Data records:

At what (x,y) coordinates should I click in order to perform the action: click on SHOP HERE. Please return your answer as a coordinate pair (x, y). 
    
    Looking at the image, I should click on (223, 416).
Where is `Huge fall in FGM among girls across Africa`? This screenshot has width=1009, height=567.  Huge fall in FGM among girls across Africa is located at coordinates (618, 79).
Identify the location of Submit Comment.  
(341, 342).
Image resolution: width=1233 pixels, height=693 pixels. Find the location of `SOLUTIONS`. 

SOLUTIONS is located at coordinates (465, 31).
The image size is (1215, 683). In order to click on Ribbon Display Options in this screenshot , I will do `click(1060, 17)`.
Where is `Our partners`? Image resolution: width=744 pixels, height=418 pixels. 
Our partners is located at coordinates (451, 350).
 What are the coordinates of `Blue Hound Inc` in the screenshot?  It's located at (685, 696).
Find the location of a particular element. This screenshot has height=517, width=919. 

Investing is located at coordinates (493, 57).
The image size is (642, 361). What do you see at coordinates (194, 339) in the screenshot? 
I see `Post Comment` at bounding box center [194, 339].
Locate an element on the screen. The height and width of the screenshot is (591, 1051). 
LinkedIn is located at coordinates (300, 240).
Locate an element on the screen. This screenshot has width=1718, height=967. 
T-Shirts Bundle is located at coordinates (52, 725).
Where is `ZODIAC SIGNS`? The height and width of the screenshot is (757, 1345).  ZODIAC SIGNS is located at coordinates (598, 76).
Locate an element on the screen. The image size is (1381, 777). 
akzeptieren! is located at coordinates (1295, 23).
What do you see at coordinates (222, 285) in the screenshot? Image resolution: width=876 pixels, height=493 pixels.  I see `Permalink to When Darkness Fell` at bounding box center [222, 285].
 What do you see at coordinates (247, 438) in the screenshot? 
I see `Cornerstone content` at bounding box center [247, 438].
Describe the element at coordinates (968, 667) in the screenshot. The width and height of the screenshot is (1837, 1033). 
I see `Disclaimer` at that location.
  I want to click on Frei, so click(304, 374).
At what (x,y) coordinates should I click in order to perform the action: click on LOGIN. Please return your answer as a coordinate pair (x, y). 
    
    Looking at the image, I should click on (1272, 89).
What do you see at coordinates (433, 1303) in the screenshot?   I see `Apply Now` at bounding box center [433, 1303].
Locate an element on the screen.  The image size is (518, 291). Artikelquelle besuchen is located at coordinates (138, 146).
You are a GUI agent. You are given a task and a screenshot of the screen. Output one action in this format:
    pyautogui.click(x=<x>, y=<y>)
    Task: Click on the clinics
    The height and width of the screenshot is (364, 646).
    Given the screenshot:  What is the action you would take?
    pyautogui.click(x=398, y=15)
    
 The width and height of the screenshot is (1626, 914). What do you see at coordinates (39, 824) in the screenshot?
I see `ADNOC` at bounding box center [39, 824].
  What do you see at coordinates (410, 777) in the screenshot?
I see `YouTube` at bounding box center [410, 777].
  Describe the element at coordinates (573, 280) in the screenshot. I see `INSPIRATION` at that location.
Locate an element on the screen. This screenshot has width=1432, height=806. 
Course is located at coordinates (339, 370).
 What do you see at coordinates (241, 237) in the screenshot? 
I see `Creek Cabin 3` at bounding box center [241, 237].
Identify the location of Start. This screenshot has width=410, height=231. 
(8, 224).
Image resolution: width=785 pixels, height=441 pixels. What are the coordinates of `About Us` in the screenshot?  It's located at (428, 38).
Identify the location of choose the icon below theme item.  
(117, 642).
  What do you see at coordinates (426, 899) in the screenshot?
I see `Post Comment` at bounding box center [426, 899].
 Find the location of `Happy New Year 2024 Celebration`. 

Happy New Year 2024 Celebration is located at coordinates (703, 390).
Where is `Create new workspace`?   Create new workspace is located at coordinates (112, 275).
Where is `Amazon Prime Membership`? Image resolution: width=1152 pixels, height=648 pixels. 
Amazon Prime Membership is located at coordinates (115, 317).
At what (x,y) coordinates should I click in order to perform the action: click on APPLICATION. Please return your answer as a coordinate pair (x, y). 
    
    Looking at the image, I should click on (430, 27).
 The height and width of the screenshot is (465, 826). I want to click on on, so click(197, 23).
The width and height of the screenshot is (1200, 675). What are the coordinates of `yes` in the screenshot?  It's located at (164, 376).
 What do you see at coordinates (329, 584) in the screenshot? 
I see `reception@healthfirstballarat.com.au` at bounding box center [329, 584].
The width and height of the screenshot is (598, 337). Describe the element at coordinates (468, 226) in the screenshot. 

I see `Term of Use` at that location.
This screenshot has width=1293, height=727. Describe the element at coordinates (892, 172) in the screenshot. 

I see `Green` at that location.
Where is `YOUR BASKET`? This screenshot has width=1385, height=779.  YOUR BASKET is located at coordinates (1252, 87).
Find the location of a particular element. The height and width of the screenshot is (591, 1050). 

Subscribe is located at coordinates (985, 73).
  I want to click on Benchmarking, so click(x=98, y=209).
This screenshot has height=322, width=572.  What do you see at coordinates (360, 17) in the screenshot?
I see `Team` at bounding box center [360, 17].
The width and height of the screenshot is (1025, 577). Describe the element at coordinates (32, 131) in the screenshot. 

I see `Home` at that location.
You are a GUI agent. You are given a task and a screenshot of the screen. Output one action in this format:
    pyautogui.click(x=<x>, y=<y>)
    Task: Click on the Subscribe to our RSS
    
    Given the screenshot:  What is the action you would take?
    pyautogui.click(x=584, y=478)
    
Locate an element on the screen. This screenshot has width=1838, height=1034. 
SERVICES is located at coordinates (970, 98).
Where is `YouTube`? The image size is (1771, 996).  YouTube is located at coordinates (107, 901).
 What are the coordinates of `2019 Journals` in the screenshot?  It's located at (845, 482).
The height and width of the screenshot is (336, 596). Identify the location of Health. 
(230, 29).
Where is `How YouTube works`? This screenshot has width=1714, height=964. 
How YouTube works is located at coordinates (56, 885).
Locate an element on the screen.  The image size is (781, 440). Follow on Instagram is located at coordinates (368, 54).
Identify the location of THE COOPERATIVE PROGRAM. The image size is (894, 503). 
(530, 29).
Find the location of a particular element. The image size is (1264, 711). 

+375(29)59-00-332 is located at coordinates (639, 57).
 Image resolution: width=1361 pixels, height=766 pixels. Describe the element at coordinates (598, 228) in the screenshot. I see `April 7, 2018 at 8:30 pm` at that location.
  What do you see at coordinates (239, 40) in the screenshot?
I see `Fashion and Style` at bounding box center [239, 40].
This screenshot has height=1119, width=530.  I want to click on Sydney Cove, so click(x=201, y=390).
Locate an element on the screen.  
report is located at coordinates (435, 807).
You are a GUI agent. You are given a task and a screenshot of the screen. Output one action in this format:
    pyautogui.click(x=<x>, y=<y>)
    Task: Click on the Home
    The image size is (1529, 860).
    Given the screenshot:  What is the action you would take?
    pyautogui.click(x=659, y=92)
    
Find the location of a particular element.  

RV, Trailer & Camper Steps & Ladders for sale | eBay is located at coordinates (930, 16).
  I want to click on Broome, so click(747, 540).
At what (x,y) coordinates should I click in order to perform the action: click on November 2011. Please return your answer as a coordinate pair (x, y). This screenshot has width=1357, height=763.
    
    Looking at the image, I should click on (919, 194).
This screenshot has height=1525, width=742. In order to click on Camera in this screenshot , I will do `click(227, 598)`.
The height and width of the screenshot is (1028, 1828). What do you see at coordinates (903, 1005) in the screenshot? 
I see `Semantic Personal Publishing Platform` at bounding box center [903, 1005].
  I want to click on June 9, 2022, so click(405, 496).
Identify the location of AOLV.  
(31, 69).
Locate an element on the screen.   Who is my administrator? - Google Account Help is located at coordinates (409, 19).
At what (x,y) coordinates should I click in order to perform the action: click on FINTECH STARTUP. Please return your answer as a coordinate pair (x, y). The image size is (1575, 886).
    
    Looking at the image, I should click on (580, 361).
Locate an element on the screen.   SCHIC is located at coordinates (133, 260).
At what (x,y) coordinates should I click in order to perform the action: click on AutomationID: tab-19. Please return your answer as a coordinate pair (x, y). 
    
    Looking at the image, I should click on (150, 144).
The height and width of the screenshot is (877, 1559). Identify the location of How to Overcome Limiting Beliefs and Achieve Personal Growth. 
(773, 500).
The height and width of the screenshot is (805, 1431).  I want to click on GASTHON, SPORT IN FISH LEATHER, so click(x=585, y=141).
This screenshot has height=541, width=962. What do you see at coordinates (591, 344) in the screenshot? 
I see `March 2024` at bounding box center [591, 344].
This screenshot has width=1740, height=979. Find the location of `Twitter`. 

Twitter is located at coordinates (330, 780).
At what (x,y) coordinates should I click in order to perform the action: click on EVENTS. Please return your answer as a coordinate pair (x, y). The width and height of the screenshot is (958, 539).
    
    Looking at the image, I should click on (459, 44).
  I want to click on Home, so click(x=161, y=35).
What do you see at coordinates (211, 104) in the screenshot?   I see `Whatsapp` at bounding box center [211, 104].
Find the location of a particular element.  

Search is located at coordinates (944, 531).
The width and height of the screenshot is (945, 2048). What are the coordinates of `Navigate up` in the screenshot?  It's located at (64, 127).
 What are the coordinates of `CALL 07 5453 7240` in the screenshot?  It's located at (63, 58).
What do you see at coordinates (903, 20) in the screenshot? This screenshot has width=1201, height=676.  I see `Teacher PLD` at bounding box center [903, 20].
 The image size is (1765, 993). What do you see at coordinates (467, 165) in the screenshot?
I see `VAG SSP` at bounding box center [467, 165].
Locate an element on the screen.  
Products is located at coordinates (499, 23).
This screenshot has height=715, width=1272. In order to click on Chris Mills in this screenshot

### [BRIEF]
Using the data above, return each line that includes the word "will".

### [RESPONSE TO THE EXERCISE]
The image size is (1215, 683). In order to click on Ribbon Display Options in this screenshot , I will do `click(1060, 17)`.
This screenshot has height=1525, width=742. In order to click on Camera in this screenshot , I will do `click(227, 598)`.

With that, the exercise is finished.